I hope it's getting easier to come out these days, too, although when I hear about students having to fight to be allowed to bring same-sex dates to proms, I'm not so sure. Then again, at least they're fighting for that right.

Great read. I'm here from Michele's today, but I'll be back on my own.

Anonymous said...

I can't say that I've ever dated someone who later turned out to be a lesbian, but one of the coolest places that I enjoyed spending time was a bar in Park Slope, Brooklyn (NY). I first went there with an openly gay co-worker of mine. It wasn't a gay bar, but it was gay-friendly, if you catch the difference. People of all stripes used to come into the place and it didn't matter whether you knew the person next to you, the attitude in that place was always convivial. That bar is definitely one of the things I miss about working in New York.

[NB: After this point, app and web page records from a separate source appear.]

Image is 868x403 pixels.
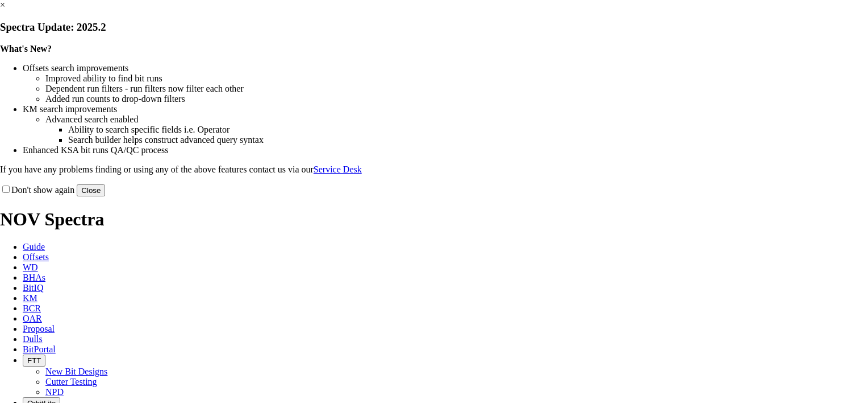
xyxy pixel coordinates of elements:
span: Dulls [23,334,43,344]
span: Offsets [23,252,49,261]
span: BitPortal [23,344,56,354]
li: Search builder helps construct advanced query syntax [68,135,868,145]
span: WD [23,262,38,272]
span: Proposal [23,324,55,333]
li: Ability to search specific fields i.e. Operator [68,125,868,135]
li: Enhanced KSA bit runs QA/QC process [23,145,868,155]
button: Close [77,184,105,196]
input: Don't show again [2,185,10,193]
span: BCR [23,303,41,313]
span: BHAs [23,272,46,282]
span: OAR [23,314,42,323]
span: Guide [23,242,45,251]
li: Improved ability to find bit runs [46,73,868,83]
a: New Bit Designs [46,366,107,376]
span: FTT [28,356,41,365]
a: Service Desk [314,164,362,174]
li: KM search improvements [23,104,868,115]
li: Advanced search enabled [46,115,868,125]
span: BitIQ [23,282,43,293]
a: Cutter Testing [46,377,97,386]
li: Offsets search improvements [23,63,868,73]
a: NPD [46,387,63,396]
li: Added run counts to drop-down filters [46,94,868,104]
li: Dependent run filters - run filters now filter each other [46,83,868,94]
span: KM [23,293,38,303]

None of the people I work or socialize with these days are openly gay (although if pressed to guess I could come up with a few names), and I think my life is a little poorer for not having that standpoint in it. There seem to be a disproportionate number of narrow-minded people in my immediate orbit.

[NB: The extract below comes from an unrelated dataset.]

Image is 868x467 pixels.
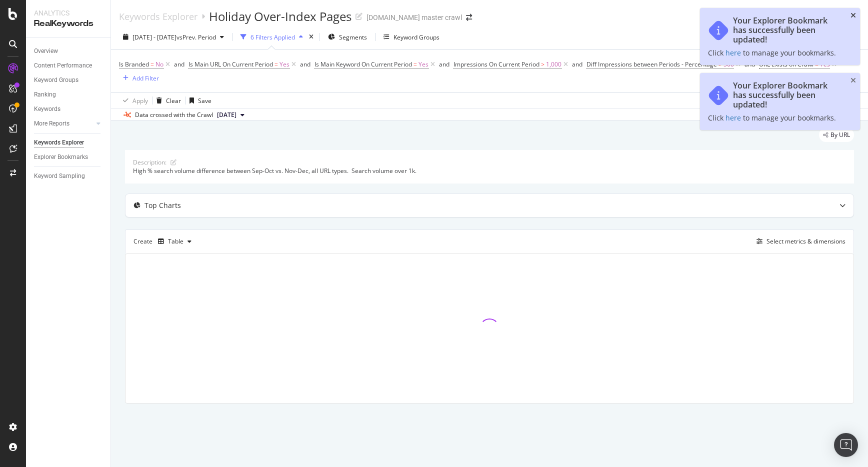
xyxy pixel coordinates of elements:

In my head, though, it doesn't matter where on the Kinsey scale you reside so long as you're a good person in the end.

yellojkt said...

In the workplace or in social situations, I don't think there is anything about me that particularly screams gay-friendly and I think even lightly closeted people's instincts to keep their personal life on a need-to-know basis prevents greater awareness.

I can respect that.

J.Po said...

Might I add to my previous post another response to those who would use their "religious faith" as a weapon against those who don't fit their narrow view...a quote from the recently-departed Rev. William Sloane Coffin, "the integrity of love is more important than the purity of dogma." I have a link to a fabulous Terry Gross interview with Rev. Coffin on my blog...as a liberal Christian (this is not an oxymoron), I found it incredibly energizing.

Anonymous said...

That was a great story.

I watched a little of MC on Larry King last night. Not sure of my thoughts on her since I didn't catch the entire thing, but she seemed rather confused and defensive. Again, I only caught a small portion of the interview.

yellojkt said...

I thumbed through Mary's book at Border's loocking for juicy stuff, but mostly she just defends her dad's stand that gay marriage should be a state by state issue. Which is a little disingenuous because how can a marriage become invalid just by moving? It would be chaos.